It was not long before a third name was on everyone's lips and it soon eclipsed the other two. George Jeffreys was a notably handsome man with a flair for vicious cross- examination and a fondness for low company. Though still in his thirties, he had risen to the exalted position of Lord Chief Justice and was accordingly dispatched to the West Country by King James to supervise the trials of those who had dared to raise their hands against their monarch. Under the strict and merciless control of Judge Jeffreys, the Bloody Assizes commenced.
The circuit began in Winchester and the trial of Dame Alice Lisle was a stark warning of the horrors that were to follow. A widow of eighty, Dame Alice was accused of harbouring two rebels, even though she had no idea who the men were and had little sympathy for the Duke of Monmouth's cause. In a bruising six-hour trial, Jeffreys frightened and confused the old woman so much that she was unable to muster a proper defence. A reluctant jury was bullied into bringing in a guilty verdict and Jeffreys gleefully sentenced her to be burnt at the stake, the penalty for women convicted of high treason. Five days later, after an appeal to the King, she was spared incineration and was instead beheaded by an axe.

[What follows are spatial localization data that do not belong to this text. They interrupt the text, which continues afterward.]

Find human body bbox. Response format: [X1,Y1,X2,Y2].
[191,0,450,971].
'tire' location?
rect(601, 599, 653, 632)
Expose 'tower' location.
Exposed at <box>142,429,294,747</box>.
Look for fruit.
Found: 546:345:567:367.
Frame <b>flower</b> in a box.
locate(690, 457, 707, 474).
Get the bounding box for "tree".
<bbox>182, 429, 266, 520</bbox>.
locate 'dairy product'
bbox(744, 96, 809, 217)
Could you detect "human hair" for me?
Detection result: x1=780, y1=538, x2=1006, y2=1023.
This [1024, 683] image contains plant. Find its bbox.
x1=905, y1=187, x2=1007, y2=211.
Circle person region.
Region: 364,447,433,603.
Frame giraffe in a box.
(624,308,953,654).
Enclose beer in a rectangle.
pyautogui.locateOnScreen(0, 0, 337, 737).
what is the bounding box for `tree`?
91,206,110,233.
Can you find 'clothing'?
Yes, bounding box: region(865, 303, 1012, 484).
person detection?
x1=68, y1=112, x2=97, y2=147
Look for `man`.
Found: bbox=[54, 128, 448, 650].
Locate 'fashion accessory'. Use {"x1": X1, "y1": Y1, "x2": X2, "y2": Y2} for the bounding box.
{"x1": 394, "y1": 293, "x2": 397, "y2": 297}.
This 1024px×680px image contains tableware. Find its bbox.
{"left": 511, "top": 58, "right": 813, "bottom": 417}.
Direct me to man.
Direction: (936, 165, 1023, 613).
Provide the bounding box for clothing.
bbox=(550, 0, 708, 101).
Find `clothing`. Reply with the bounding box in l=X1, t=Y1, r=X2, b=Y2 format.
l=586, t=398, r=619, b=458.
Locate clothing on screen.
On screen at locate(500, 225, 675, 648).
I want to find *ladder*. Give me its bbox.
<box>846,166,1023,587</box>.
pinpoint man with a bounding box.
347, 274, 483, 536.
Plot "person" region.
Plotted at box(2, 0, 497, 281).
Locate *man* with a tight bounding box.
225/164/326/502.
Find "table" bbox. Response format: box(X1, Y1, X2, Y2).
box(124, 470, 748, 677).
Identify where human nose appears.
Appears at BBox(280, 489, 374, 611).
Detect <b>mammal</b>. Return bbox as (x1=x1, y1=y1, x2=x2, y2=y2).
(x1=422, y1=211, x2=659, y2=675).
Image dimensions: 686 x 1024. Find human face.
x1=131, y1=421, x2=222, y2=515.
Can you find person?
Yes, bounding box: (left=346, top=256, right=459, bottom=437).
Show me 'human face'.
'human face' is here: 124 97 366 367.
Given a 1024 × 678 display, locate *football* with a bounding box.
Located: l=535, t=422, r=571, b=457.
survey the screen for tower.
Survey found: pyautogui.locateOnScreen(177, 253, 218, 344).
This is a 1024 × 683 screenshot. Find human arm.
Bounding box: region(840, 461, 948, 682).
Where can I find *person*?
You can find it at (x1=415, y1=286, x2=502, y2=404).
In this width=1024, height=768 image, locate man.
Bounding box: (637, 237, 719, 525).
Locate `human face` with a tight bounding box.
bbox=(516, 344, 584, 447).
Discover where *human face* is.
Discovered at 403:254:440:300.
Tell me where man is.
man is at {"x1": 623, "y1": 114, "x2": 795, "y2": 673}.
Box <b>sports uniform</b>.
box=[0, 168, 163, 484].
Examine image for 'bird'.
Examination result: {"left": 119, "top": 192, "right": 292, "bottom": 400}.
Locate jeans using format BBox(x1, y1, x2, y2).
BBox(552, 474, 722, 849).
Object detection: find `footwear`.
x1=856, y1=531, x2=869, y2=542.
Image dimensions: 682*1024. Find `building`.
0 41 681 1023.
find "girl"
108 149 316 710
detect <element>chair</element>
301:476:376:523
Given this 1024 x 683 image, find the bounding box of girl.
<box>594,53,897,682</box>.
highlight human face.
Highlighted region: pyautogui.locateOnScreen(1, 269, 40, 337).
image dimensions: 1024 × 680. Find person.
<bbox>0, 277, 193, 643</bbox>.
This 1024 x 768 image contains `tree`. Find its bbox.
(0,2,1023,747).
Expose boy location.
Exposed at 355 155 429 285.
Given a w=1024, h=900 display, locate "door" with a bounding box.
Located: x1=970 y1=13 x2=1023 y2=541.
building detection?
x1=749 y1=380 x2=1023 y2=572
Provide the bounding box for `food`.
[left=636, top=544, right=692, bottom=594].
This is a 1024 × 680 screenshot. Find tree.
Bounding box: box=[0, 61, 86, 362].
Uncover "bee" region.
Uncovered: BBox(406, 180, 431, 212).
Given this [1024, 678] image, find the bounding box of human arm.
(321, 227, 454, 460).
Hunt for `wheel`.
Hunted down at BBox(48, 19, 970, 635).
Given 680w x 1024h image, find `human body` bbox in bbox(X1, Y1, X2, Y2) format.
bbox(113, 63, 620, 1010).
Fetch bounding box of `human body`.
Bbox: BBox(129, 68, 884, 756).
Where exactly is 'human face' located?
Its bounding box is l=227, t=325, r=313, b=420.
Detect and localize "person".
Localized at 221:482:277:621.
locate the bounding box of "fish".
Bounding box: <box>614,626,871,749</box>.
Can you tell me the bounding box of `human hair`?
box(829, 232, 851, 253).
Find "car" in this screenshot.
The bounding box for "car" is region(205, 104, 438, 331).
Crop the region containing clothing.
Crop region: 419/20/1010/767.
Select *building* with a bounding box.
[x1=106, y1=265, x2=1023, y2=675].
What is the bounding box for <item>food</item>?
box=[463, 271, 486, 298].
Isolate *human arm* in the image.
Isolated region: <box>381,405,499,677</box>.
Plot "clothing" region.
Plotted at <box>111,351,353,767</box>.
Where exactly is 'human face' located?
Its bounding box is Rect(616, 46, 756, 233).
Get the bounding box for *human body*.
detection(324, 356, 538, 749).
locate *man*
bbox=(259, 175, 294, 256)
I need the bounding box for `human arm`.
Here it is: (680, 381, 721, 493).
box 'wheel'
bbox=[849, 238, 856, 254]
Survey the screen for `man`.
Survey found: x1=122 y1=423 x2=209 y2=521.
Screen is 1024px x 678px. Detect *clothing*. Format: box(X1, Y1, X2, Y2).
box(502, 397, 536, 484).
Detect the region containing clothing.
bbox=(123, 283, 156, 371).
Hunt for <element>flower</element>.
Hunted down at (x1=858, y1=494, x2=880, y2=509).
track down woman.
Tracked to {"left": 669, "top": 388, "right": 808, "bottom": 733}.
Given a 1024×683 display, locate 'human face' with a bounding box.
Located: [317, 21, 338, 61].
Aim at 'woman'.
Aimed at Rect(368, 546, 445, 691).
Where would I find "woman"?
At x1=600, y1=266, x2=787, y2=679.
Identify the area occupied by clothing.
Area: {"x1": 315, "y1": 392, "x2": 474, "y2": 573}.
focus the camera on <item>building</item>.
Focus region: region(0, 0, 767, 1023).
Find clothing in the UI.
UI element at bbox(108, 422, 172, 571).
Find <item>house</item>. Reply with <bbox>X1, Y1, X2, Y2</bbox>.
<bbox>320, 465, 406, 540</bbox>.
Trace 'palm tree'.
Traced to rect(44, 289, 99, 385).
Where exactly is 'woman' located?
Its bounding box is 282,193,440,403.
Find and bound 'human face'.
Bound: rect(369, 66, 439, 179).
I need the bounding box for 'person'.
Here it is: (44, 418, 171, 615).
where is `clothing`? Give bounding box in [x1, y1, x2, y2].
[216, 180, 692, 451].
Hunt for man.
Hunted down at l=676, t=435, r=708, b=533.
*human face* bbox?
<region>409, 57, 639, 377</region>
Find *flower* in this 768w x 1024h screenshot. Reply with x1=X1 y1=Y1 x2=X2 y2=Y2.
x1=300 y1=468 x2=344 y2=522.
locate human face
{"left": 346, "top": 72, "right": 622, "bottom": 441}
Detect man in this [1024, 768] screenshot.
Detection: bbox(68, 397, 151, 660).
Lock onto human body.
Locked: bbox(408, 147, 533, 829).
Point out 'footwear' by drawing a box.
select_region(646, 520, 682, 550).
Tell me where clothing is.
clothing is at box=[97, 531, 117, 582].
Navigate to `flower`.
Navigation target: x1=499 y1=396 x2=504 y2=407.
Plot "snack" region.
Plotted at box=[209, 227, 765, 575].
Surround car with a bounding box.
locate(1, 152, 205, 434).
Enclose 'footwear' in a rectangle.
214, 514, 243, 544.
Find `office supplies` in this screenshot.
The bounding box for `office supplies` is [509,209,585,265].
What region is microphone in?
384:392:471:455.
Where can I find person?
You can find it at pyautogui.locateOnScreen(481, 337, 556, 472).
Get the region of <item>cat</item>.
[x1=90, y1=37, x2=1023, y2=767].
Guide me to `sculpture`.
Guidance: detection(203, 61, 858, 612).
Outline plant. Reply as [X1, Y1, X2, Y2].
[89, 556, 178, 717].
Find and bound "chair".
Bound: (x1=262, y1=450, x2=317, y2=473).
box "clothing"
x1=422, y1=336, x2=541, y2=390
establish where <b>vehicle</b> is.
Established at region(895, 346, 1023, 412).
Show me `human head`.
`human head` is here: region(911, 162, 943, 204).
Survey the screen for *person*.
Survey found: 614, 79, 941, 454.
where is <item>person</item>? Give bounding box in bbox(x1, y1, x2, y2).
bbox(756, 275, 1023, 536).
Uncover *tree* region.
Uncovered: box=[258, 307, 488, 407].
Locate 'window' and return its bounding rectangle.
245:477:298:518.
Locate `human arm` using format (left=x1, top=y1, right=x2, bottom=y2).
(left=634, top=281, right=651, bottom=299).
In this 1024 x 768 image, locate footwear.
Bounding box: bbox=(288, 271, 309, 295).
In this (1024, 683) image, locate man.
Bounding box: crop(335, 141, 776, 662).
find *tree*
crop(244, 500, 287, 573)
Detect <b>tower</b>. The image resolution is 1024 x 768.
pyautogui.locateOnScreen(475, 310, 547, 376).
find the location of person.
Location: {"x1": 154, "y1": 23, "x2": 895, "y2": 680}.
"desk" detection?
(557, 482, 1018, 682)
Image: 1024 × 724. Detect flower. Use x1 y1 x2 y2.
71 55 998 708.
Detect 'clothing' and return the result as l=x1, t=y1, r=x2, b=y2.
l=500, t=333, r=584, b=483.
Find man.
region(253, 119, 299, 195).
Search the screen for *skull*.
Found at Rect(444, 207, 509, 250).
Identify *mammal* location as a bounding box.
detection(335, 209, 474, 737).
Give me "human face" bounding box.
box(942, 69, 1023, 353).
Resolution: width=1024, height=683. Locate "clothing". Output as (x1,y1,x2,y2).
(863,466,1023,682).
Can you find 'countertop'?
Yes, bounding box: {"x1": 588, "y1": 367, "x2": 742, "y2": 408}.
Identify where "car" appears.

Everyone quaked when they heard the news. If an innocent old woman could suffer such a fate, what would happen to those who had actually fought beside Monmouth? The answer soon came. Gallows were erected successively in Winchester, Dorchester and Exeter as the judges continued their assize circuit. When they reached Taunton, Jeffreys and the rest of his judicial team had still not slaked their thirst for blood. With a blatant disregard for any evidence in favour of the defendants, Judge Jeffreys continued his reign of terror. Plagued by a kidney stone, he was sometimes in such agony that he turned into a ranting tyrant, moved to even greater extremes of savagery. Those who trembled in the dock before him did not realise how much money the Lord Chief Justice was making out of the Bloody Assizes by selling pardons and profiting from the traffic of those he sentenced to transportation. Suffering was a lucrative enterprise.